A jury found defendant Avery Mason guilty of kidnapping his eight-year-old niece; on appeal he contends the court erred in refusing his instruction on false imprisonment. He argues this is a lesser included offense. We do not agree.
Defendant neither testified nor challenges the state’s evidence. It was that defendant woke the victim, forcibly led her into his car, tied her hands, drove off and had sexual intercourse with her, vaginally and rectally. The victim promptly complained and a medical examination supported her complaint.
We summarize the two statutes in issue. As relevant here the kidnapping statute, Section 565.110 RSMo., makes it a class B felony to remove a person without consent for the purpose of facilitating a felony, here sexual abuse (Section 566.110(2) RSMo.).
The court refused defendant’s offered instruction based on the false imprisonment statute making it a misdemeanor to knowingly restrain a person without consent.
Defendant now contends he was entitled to the false imprisonment instruction, arguing the evidence showed he committed that offense. He cites Section 565.130 RSMo., based merely on unlawful restraint of the victim. But the charged offense of kidnapping, Section 565.110, supra, includes the further element of unlawful removal, and that was shown by the evidence.
Defendant’s present contention was raised and refuted in State v. Seddens, 624 Mo.App. 470, (Mo.App.1981). There as here on a kidnapping conviction defendant contended he was entitled to an instruction on false imprisonment as a lesser included offense.
In Seddens the evidence was that defendant forced the victim to drive him away in the victim’s car. In upholding the trial court’s denial of the defendant’s proffered instruction on false imprisonment the court ruled: “The offense of kidnapping and false arrest lose mutual identity when the element charged in kidnapping is unlawful removal. The restraint of a person necessary to constitute false arrest is present factually in the proof of kidnapping only where the accused has perpetrated the kidnapping by unlawfully confining another without his consent for a substantial period. *2Application of this distinction is illustrated in the subject case where the indictment charged Seddens with the unlawful removal of Avery from the place where Seddens confronted him...” (Our emphasis.)
Both the charge and evidence here covered defendant’s act in unlawfully removing the victim from her home. So, the court correctly refused defendant’s instruction on false imprisonment.
Affirmed.
REINHARD, P. J., and SNYDER and CRIST, JJ., concur.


### Goal of the exercise
From the listing below, extract every line containing "Image".

### Dataset content
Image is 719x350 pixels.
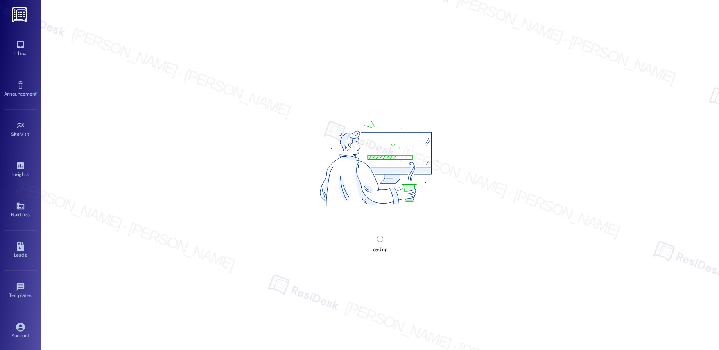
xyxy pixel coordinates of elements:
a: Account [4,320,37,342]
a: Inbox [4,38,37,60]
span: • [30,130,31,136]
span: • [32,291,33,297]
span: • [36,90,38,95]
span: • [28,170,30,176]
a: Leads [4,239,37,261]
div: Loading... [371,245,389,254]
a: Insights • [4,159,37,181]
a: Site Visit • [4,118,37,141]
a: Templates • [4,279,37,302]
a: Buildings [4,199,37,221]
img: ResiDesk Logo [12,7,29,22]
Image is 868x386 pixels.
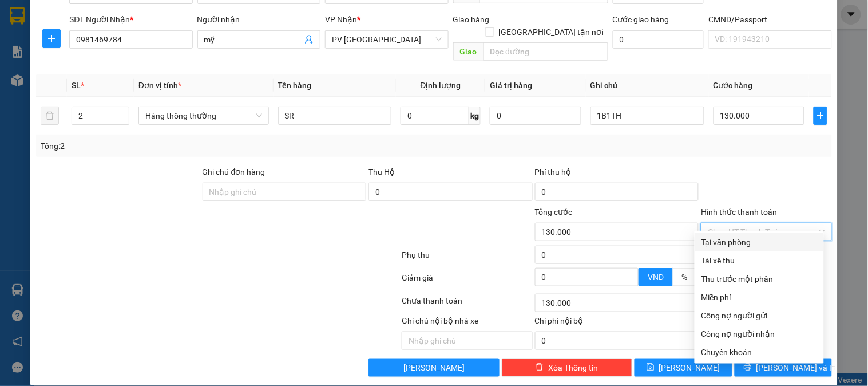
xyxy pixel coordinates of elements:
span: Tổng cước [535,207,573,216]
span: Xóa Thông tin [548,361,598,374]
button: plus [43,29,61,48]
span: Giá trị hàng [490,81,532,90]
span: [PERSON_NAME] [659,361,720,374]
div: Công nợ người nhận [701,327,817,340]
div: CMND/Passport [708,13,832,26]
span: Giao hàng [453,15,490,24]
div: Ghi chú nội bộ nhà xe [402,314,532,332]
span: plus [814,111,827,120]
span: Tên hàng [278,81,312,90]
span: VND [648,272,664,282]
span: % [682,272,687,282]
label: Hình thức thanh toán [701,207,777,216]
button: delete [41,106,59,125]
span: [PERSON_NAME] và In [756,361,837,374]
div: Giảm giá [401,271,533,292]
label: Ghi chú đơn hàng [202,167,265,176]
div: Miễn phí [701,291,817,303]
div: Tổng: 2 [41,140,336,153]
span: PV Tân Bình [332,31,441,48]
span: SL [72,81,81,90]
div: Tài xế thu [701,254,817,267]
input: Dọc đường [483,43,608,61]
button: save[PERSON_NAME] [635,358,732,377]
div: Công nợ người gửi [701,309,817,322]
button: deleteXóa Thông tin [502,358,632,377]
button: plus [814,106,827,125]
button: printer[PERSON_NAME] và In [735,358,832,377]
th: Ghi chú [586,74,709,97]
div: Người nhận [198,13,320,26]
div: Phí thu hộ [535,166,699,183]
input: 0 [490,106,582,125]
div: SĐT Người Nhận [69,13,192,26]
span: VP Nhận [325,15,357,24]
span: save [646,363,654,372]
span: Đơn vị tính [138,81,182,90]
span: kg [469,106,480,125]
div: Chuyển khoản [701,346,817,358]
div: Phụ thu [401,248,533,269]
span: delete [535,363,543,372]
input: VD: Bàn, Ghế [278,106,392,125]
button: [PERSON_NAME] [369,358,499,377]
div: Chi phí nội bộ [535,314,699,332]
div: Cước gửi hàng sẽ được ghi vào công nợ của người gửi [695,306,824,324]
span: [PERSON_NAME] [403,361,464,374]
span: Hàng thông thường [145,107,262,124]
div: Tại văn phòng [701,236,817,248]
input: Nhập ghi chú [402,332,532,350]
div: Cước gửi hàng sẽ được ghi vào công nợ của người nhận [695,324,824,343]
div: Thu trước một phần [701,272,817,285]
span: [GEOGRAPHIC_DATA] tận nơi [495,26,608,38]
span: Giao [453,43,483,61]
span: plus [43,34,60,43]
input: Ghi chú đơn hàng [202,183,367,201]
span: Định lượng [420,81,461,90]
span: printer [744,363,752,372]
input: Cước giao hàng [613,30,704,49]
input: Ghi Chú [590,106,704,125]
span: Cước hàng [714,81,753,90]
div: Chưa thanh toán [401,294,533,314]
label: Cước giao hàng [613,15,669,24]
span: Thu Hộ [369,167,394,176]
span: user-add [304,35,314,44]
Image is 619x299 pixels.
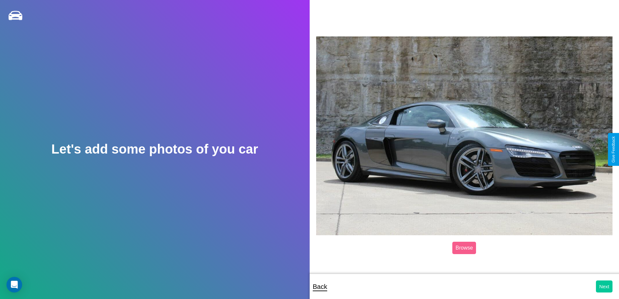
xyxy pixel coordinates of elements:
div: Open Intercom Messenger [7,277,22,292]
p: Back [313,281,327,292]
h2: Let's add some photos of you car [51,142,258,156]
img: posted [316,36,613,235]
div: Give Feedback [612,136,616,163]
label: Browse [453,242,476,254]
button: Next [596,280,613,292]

---

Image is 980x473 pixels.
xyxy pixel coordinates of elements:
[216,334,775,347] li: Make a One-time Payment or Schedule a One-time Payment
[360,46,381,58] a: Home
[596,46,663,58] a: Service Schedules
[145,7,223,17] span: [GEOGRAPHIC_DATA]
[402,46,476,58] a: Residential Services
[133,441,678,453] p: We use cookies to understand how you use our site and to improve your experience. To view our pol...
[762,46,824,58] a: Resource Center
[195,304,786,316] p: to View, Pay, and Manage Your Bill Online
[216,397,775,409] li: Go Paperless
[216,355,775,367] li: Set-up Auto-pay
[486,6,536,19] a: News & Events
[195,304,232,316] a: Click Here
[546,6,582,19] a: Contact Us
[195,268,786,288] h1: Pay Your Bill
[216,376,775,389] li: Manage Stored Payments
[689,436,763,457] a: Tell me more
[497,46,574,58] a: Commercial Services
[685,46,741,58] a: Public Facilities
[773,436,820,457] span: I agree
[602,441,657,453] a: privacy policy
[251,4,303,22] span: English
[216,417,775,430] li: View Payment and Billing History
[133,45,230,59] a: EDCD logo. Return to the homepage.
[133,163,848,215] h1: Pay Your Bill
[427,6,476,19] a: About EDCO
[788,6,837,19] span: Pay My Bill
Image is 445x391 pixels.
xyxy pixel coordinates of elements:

### Solution to the exercise
Image is 719x350 pixels.
Image is 868x386 pixels.
Image is 619x299 pixels.
Image is 980x473 pixels.
Image is 445x391 pixels.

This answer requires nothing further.